| Key | Value |
|---|---|
| Category | Mundane Anomalies, Office Supplies (Sub-microscopic) |
| Composition | Primarily Zn-plated Steel, trace elements of bureaucratic ennui |
| Discovery | Dr. Phineas Q. Blather (1978), during a particularly aggressive sneeze |
| Known For | Inexplicable creaks, spontaneous disaggregation of paperwork, subtle glints |
| Average Size | 0.003 - 0.007 micrometers (too small to do any actual stapling) |
| Applications | Strengthening weak tea, confusing Tumbleweed Tectonics, existential dread |
| Hazard Level | Low (unless accidentally ingested by a Sub-Atomic Yeti) |
Staple-Based Microparticles, often erroneously confused with Quantum Lint, are an ubiquitous yet poorly understood phenomenon involving incredibly tiny, almost imperceptible metallic staples. Unlike their macroscopic brethren, these microparticles possess no adhesive properties whatsoever; instead, they are theorized to be the fundamental cause of un-adhesion, responsible for everything from sticky notes losing their stickiness prematurely to the inexplicable separation of socks in the laundry. They are believed to populate the air of most office environments in densities rivalling Cognitive Dissonance Waves.
The existence of Staple-Based Microparticles was first theorized by Dr. Phineas Q. Blather in 1978 after he noticed his meticulously organized research notes on Reverse Gravity Ducks frequently self-destructing without external intervention. Initial hypotheses ranged from poltergeists to disgruntled interns, but Blather's groundbreaking (and heavily coffee-stained) paper, "The Fickle Finger of Miniature Fasteners," proposed the existence of sub-atomic staples. Further research, mostly involving high-speed electron microscopy pointed at a particularly aggressive sneeze, suggested these particles were not created but shed by larger, less contented staples, especially those forced to staple more than twelve pages at once. Some fringe theories suggest they are the crystalline waste products of Thought-Induced Pudding.
Despite overwhelming anecdotal evidence (e.g., "Where did this tiny, sharp bit of metal come from?"), the very existence of Staple-Based Microparticles remains a heated debate within the Derpedia scientific community. Skeptics, primarily funded by Big Staple, argue that they are simply metallic dust or errant shavings from Automated Penmanship Machines. Proponents, however, point to their unique "tick-tick-tick" auditory signature (audible only to highly trained squirrels and certain Ethereal Janitors) and their peculiar tendency to gather in the pockets of those least likely to possess a stapler. Ethical concerns also arise regarding the forced re-aggregation of these free-spirited microparticles back into larger, more productive staples, a process deemed "staple genocide" by activist group "Micro-Fastener Freedom Fighters."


» To do
Going through the data below, copy out each line where the word "with" shows up.

Data to process START

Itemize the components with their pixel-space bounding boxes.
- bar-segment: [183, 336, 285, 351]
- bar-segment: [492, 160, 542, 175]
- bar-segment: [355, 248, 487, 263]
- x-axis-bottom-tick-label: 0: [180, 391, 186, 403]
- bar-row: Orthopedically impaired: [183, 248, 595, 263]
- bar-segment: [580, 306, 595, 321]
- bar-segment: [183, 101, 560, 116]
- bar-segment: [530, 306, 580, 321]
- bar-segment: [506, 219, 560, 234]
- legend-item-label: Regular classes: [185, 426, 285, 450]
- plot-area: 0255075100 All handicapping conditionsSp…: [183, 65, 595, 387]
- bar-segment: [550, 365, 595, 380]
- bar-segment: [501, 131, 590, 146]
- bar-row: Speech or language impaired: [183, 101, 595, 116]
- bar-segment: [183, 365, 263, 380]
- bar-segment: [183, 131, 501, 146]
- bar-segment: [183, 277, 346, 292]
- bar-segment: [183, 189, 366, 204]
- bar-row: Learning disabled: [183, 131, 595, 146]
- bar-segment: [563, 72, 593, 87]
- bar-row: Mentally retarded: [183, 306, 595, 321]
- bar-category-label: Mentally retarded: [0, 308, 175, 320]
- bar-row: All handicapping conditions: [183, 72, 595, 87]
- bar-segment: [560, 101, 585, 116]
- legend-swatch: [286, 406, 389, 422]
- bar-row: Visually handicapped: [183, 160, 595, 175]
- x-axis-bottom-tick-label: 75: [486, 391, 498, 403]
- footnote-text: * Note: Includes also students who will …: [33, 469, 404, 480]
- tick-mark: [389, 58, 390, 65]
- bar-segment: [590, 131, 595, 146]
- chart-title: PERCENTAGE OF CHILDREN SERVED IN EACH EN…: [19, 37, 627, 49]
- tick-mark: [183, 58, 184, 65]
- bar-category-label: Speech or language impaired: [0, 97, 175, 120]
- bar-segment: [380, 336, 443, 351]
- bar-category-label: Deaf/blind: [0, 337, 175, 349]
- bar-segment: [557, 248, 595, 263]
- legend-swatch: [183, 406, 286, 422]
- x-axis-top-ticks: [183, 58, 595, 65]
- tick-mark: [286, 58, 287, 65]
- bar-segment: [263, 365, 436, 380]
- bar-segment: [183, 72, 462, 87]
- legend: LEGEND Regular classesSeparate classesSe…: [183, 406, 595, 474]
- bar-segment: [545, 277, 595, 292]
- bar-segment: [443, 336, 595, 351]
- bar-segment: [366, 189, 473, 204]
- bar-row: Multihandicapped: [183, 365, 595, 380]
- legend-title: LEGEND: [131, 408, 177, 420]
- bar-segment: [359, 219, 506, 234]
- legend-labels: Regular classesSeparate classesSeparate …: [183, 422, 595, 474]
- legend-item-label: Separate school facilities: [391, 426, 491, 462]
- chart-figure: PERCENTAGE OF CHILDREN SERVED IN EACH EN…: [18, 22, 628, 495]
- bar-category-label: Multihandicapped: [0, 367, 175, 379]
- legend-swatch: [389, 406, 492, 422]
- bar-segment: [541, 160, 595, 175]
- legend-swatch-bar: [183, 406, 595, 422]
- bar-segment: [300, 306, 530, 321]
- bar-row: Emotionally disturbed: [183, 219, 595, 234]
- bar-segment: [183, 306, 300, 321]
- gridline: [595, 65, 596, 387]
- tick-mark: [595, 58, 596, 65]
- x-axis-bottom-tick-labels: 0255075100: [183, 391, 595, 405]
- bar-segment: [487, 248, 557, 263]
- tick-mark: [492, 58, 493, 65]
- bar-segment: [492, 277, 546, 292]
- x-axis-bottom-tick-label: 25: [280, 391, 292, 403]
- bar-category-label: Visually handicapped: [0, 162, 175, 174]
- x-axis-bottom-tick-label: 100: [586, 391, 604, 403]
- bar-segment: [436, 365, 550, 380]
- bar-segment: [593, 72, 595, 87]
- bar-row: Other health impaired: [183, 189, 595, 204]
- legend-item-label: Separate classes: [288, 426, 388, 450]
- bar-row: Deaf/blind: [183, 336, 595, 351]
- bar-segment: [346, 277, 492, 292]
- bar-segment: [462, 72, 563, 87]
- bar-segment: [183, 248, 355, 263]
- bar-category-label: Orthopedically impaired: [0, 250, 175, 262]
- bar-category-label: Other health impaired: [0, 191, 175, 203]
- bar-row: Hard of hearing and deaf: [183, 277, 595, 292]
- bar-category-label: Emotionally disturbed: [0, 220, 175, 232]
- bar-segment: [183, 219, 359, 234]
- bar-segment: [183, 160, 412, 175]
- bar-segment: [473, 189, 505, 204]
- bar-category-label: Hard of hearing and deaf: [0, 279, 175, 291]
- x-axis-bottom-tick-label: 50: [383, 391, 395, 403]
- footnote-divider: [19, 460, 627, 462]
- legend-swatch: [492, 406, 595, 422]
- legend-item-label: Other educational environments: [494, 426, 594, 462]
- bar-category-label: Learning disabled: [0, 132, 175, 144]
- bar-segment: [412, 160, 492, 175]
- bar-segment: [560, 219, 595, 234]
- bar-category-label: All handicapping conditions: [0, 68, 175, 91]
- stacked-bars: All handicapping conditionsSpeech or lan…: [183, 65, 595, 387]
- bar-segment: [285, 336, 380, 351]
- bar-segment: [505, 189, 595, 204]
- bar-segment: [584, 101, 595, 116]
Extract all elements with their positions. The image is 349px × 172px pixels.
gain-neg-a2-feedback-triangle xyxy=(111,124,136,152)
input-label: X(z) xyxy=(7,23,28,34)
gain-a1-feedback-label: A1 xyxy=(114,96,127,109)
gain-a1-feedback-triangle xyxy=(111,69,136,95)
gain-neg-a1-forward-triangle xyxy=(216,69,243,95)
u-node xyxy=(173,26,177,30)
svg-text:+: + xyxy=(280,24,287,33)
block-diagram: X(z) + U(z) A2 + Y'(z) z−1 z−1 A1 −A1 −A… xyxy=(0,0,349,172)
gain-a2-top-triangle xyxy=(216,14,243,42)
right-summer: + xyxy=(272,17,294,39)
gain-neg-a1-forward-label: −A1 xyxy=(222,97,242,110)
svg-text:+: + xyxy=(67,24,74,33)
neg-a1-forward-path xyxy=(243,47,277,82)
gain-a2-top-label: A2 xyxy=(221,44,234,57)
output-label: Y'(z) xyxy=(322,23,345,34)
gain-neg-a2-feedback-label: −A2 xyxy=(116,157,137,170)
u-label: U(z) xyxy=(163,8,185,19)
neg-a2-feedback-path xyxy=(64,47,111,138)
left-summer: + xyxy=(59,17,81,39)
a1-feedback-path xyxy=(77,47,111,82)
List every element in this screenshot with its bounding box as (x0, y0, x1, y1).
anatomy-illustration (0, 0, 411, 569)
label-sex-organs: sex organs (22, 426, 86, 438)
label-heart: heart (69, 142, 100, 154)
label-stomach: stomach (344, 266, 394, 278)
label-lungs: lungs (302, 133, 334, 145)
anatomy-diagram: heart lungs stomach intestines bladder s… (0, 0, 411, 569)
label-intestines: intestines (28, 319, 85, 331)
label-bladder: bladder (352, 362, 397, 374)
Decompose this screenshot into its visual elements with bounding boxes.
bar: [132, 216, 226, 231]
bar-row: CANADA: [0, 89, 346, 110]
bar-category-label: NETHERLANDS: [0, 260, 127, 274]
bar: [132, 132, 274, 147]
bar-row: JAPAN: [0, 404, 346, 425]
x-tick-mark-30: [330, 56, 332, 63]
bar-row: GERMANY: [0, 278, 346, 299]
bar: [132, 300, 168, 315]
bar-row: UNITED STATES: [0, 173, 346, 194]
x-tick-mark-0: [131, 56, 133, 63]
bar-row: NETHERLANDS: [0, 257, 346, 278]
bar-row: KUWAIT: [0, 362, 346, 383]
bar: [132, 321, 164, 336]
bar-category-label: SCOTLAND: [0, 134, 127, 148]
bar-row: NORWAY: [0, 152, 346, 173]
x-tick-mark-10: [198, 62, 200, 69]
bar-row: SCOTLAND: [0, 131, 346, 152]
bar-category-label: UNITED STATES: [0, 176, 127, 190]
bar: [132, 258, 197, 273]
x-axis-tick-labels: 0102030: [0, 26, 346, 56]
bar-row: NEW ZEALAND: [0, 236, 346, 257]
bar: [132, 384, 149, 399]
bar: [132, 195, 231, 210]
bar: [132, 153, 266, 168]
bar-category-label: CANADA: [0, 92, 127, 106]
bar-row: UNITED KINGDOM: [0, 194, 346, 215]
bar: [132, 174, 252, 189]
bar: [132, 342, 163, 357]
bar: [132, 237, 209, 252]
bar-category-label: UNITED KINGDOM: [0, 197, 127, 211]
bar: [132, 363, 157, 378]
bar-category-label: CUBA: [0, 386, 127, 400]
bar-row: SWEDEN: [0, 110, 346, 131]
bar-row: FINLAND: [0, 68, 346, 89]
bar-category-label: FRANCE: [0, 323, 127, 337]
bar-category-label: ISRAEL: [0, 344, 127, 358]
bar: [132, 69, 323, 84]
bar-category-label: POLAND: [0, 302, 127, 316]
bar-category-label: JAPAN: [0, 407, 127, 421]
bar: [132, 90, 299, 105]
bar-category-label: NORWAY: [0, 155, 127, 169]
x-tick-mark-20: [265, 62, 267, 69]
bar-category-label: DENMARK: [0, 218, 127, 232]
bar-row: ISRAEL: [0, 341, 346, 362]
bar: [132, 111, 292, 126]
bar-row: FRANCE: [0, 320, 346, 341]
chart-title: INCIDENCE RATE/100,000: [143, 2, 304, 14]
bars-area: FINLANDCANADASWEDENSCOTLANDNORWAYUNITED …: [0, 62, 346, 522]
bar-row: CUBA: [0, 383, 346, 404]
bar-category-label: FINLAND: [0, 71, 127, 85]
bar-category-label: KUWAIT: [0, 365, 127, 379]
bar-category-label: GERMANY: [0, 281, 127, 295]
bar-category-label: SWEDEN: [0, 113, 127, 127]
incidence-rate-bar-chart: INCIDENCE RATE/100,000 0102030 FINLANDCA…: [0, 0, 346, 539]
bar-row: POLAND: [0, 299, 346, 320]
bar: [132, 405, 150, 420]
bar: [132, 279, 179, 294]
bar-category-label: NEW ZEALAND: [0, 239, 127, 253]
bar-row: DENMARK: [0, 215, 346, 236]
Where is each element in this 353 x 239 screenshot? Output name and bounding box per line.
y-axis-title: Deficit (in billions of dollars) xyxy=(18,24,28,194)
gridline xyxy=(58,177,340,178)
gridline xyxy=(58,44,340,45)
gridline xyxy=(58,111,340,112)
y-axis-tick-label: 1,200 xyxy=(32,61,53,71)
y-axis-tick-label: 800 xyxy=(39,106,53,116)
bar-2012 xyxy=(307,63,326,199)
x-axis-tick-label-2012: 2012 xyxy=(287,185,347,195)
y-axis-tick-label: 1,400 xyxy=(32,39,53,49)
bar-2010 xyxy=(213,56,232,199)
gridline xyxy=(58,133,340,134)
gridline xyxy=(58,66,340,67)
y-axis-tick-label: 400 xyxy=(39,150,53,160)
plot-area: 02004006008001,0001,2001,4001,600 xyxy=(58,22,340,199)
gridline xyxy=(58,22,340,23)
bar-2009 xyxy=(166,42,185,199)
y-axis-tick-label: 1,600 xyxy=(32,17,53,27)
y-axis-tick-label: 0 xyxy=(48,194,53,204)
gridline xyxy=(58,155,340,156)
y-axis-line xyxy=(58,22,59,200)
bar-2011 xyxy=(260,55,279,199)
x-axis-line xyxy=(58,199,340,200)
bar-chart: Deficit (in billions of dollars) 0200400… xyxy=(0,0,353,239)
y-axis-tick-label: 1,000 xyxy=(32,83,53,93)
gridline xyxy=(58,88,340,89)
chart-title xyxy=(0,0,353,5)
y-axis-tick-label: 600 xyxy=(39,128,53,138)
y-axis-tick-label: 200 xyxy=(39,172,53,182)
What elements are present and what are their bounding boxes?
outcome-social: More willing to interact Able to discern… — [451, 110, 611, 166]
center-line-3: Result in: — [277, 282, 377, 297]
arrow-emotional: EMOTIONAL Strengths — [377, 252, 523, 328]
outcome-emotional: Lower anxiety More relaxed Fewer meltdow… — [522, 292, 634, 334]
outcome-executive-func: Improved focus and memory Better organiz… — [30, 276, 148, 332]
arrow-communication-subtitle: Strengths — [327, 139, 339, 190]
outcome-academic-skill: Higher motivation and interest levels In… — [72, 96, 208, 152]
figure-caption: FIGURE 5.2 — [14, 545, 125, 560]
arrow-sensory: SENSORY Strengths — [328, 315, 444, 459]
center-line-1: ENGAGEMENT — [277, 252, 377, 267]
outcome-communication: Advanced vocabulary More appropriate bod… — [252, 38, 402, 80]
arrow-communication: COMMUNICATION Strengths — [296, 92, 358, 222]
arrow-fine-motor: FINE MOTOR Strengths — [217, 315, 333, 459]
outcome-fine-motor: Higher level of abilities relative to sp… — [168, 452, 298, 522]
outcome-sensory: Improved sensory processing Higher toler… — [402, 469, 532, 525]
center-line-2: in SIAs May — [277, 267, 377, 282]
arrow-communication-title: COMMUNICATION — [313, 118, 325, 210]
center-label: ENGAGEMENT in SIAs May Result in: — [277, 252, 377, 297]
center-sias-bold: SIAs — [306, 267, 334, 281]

Data to process END

» Reply to the task
Itemize the components with their pixel-space bounding boxes.
Extract all elements with their positions. The image is 349px × 172px pixels.
List every element in this screenshot with its bounding box as (x0, y0, x1, y1).
Decompose this screenshot into its visual elements with bounding boxes.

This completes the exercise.